Measuring device readout data

★ ★ ★ ★ ★ ★ ★

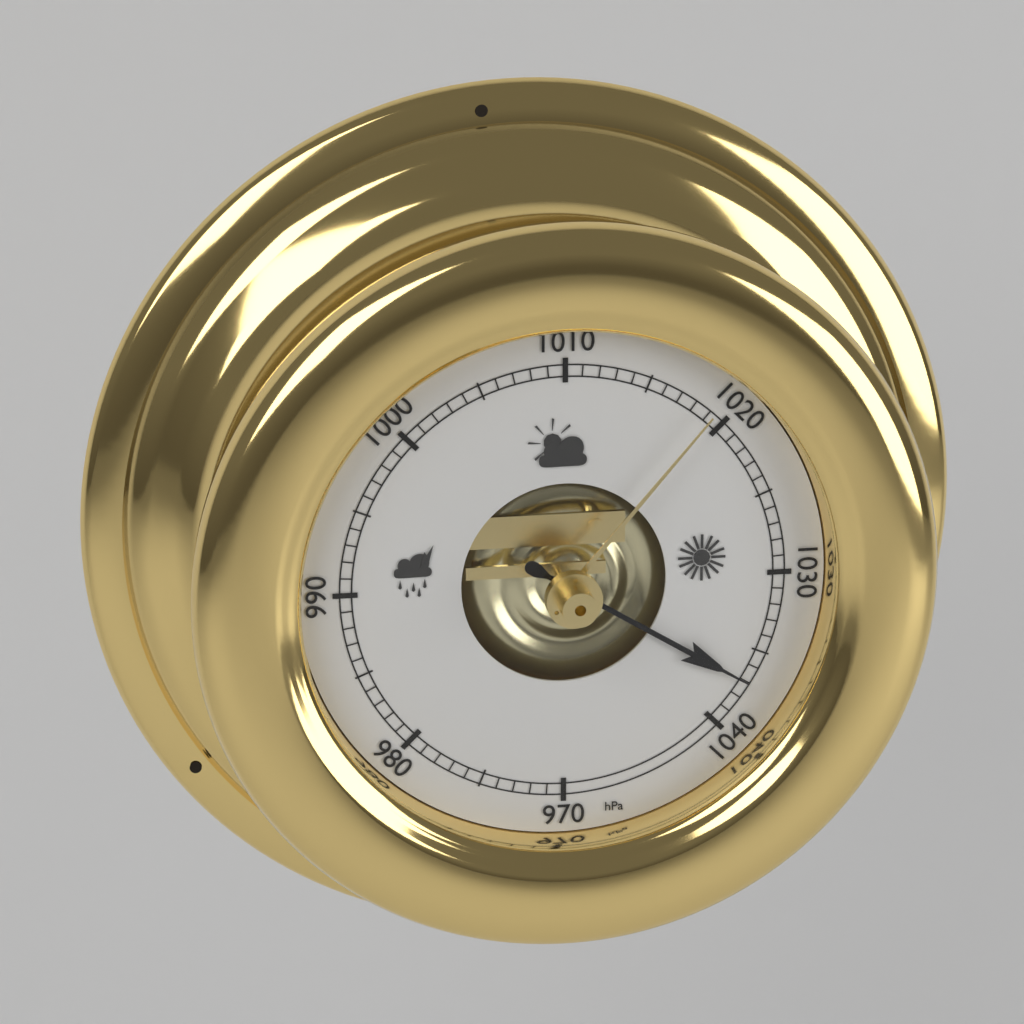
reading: 1037 hPa
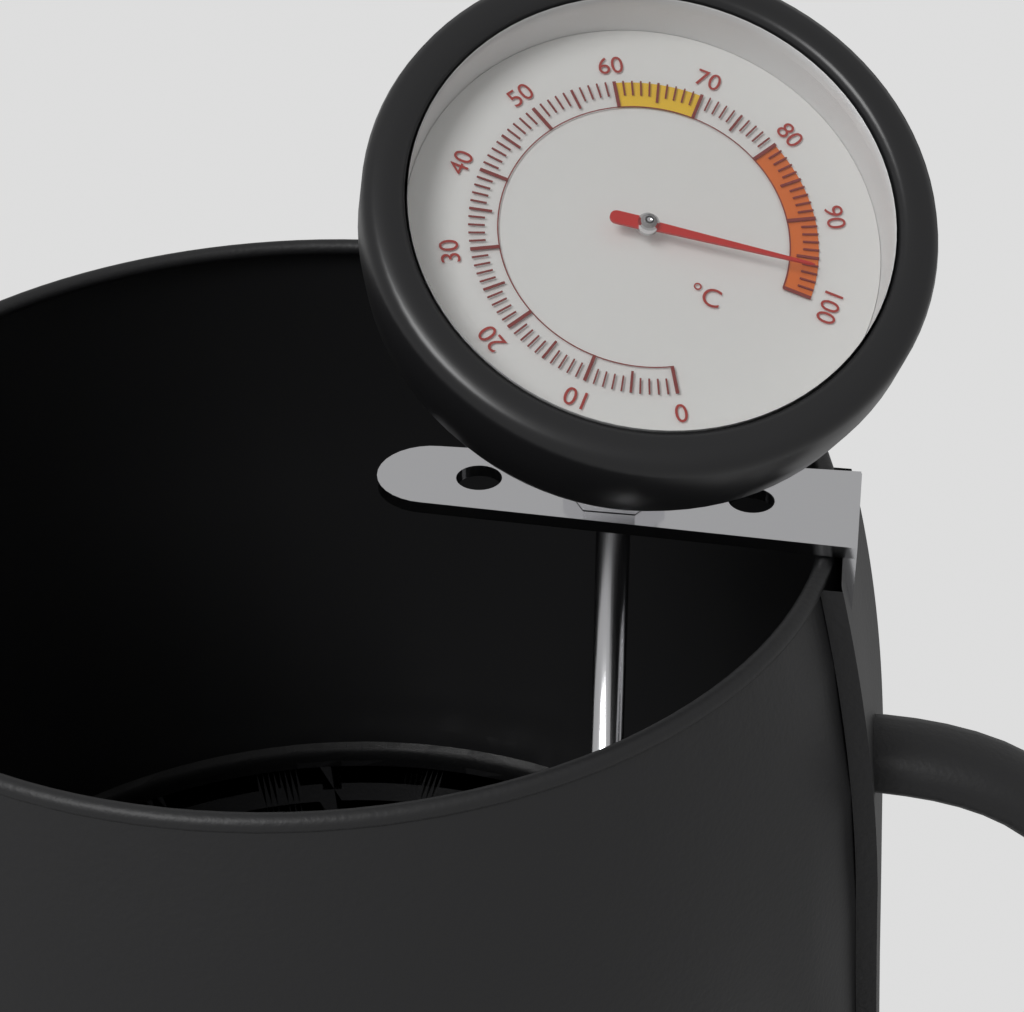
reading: 97 °C
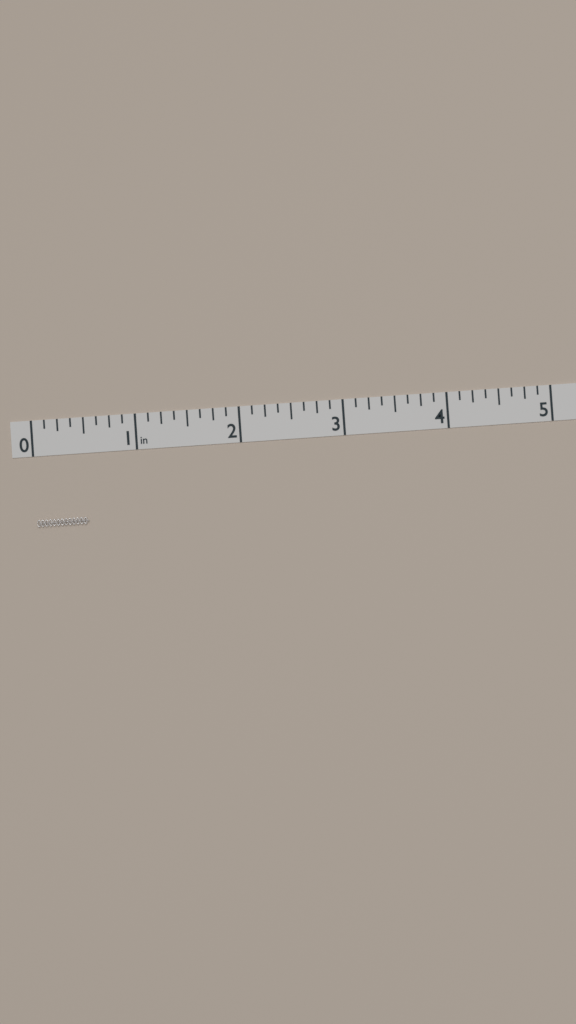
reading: 0.500 in
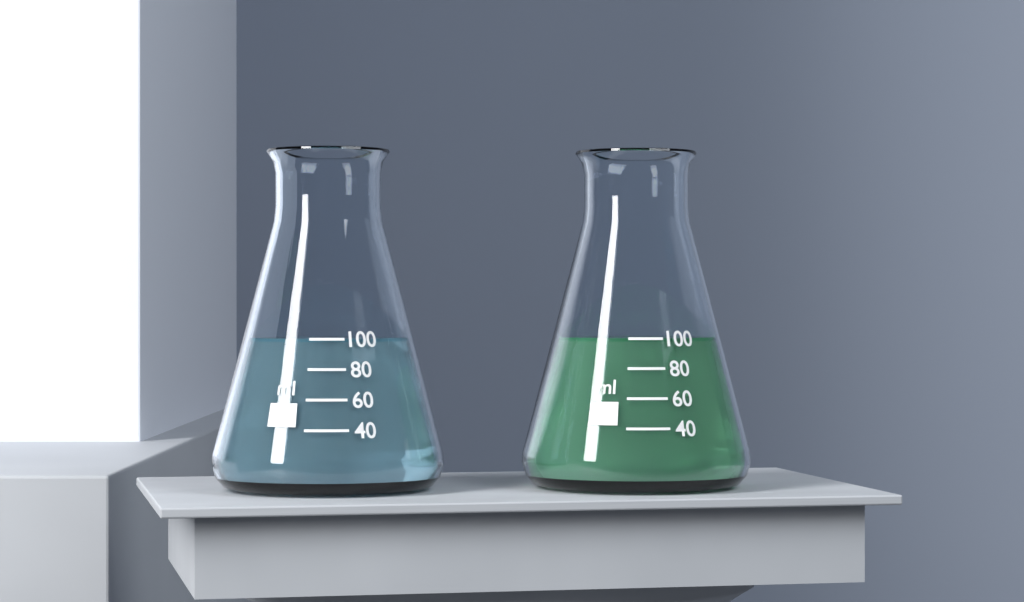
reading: 100 ml
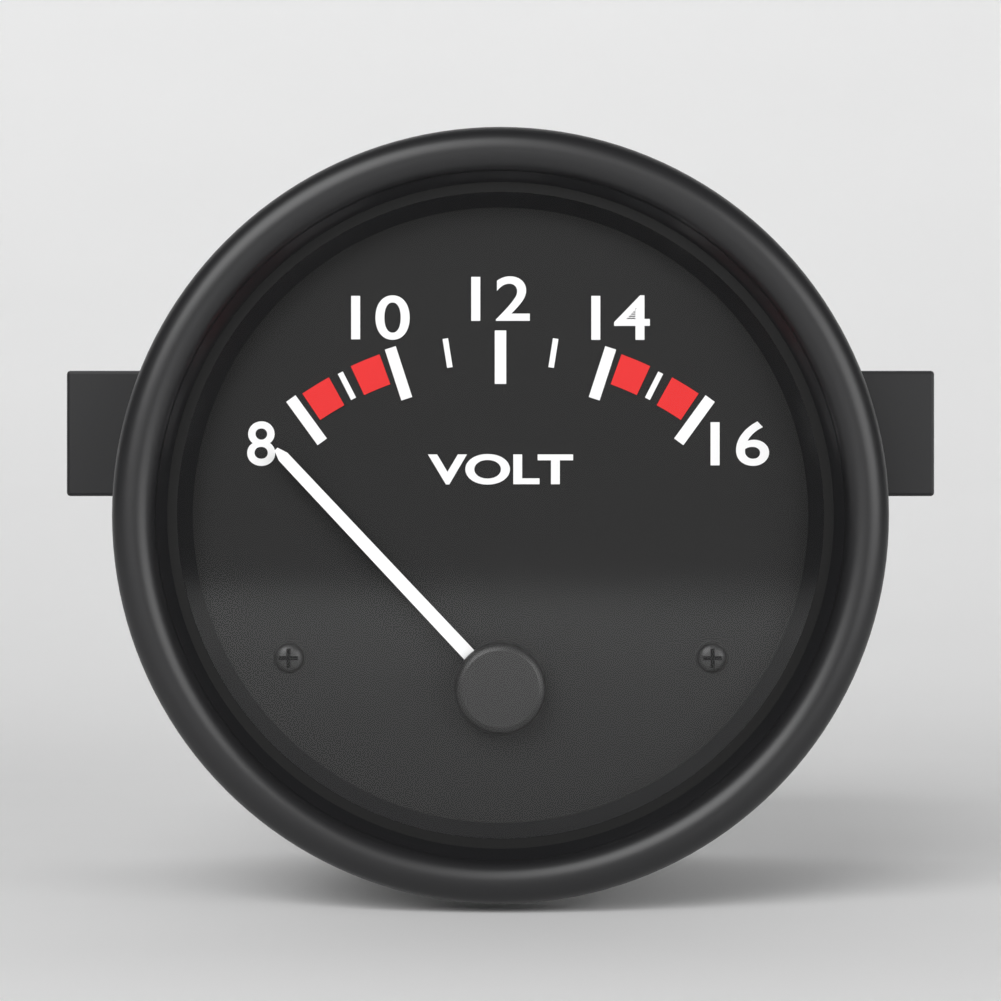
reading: 7.2 V
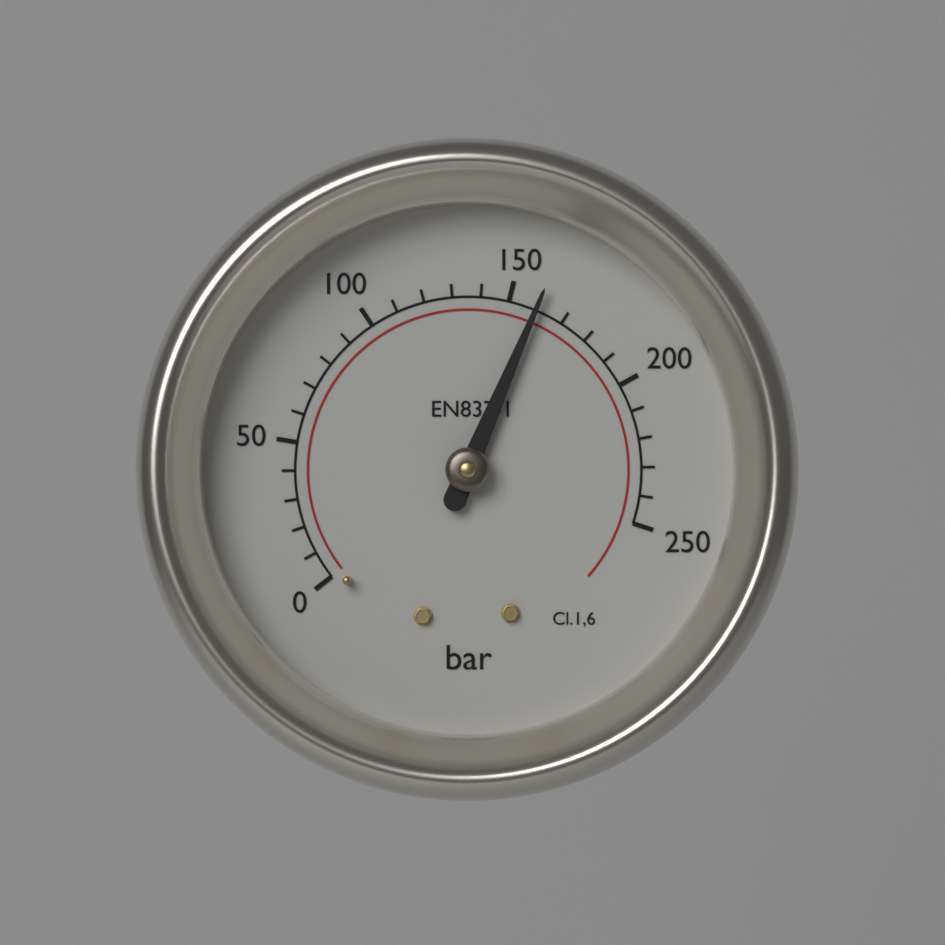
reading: 160 bar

★ ★ ★ ★ ★ ★ ★

- [ABOUT THIS EXERCISE] Exact copy, no pictures: reproduce every entry shown above.

- [RESULT]
reading: 1037 hPa
reading: 97 °C
reading: 0.500 in
reading: 100 ml
reading: 7.2 V
reading: 160 bar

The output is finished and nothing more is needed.